Stephen M. Walt is Professor of Political Science and Master of the Social Science Collegiate Division at the University of Chicago. He will join the faculty of the John F. Kennedy School of Government at Harvard University in July 1999.
I thank the following individuals for their comments on earlier drafts of this article: Graham Allison, Robert A...
Spencer R. Weart's new book insists that democracies will never fight one another, but his slanted reading of the past is of little help in crafting a future without wars.
Is NATO expansion an effort to extend Western influence at Russia's expense or to support nascent democracies? The answer depends on whether you are a "realist" or "liberal" thinker. Find out where you fall on the theoretical spectrum and how ideas can become self-fulfilling realities.
John Vasquez's assessment of realism suffers from three serious flaws. First, his reliance on Imre Lakatos's (1970) model of scientific progress is problematic, because the Lakatosian model has been largely rejected by contemporary historians and philosophers of science. Second, Vasquez understates the range and diversity of the realist research pr...
Revolutions are watershed events in international politics, yet the existing literature on revolutions focuses primarily on the causes of revolution or its effects on domestic politics. Revolutions are also a potent cause of instability and war, because they alter the “balance of threats” between the revolutionary state and the other members of the...
This article examines the evolution of security studies, focusing on recent developments in the field. It provides a survey of the field, a guide to the current research agenda, and some practical lessons for managing the field in the years ahead. Security studies remains an interdisciplinary enterprise, but its earlier preoccupation with nuclear i...
Stephen M. Walt is Associate Professor of Political Science at the University of Chicago, and the author of The Origins of Alliances (Cornell University Press, 1987). This article was written while he was a Guest Scholar at the Brookings Institution in Washington, D.C.
A slightly different version of this essay will appear in Daniel Kaufman, David...
The question remains a basic issue in international relations theory. Moreover, competing hypotheses about alliance formation underlie many recurring policy debates. Balance-of-power theory predicts states will ally to oppose the strongest state; the predicts that alignment with the stronger side is more likely. These two hypotheses are usually fra...
Stephen M. Walt is Assistant Professor of Politics and International Affairs at Princeton University, and is presently a Resident Associate at the Carnegie Endowment for International Peace.

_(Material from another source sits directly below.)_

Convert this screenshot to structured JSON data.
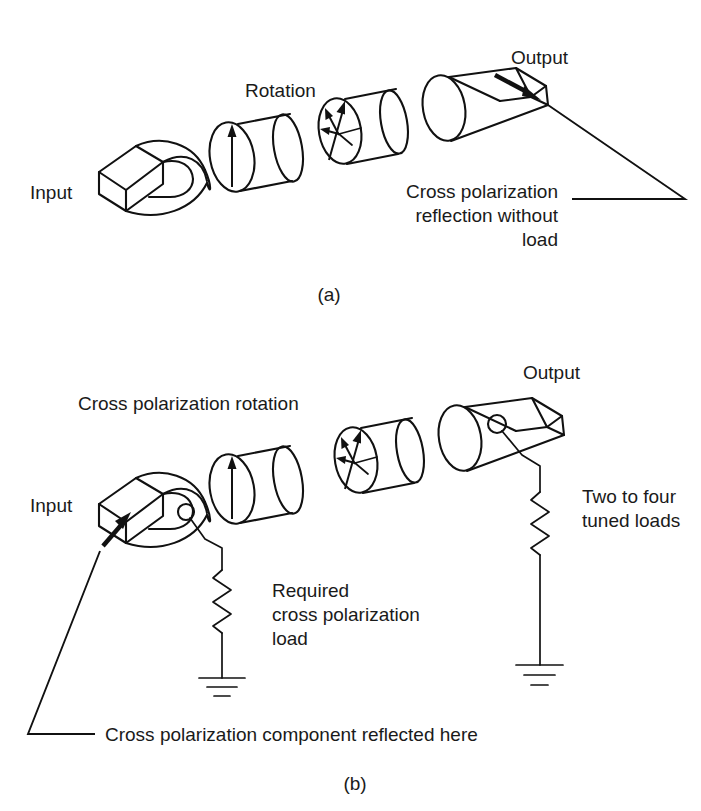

I would like to thank the following individuals for their comments on earlier versions of this essay: Joshua Epstein, Robert Johnson, Helene Madonick, John Mea...
Stephen M. Walt is an Assistant Professor of Politics and International Affairs in the Department of Politics and the Woodrow Wilson School at Princeton University.
I would like to thank Robert Art, George Breslauer, Lynn Eden, Charles Glaser, Lori Gronich, Fen Hampson, John Mearsheimer, Kenneth Oye, Glenn Snyder, Jack Snyder, Marc Trachtenberg, an...
Aux Etats-Unis, depuis 1986 et la loi Goldwater-Nicols sur la réorga-nisation de la Défense, chaque administration présidentielle est tenue de faire une déclaration officielle sur sa « Stratégie nationale de sécurité » (National Security Strategy). En septembre 2002, l'Administration Bush prit cette obligation comme une opportunité de présenter une...
Incluye índice Incluye bibliografía Contenido: Introducción. Una teoría de la revolución y la guerra. La Revolución Francesa. La Revolución Rusa. La Revolución Iraní. Las revoluciones americana, mexicana, turca y china. Conclusión.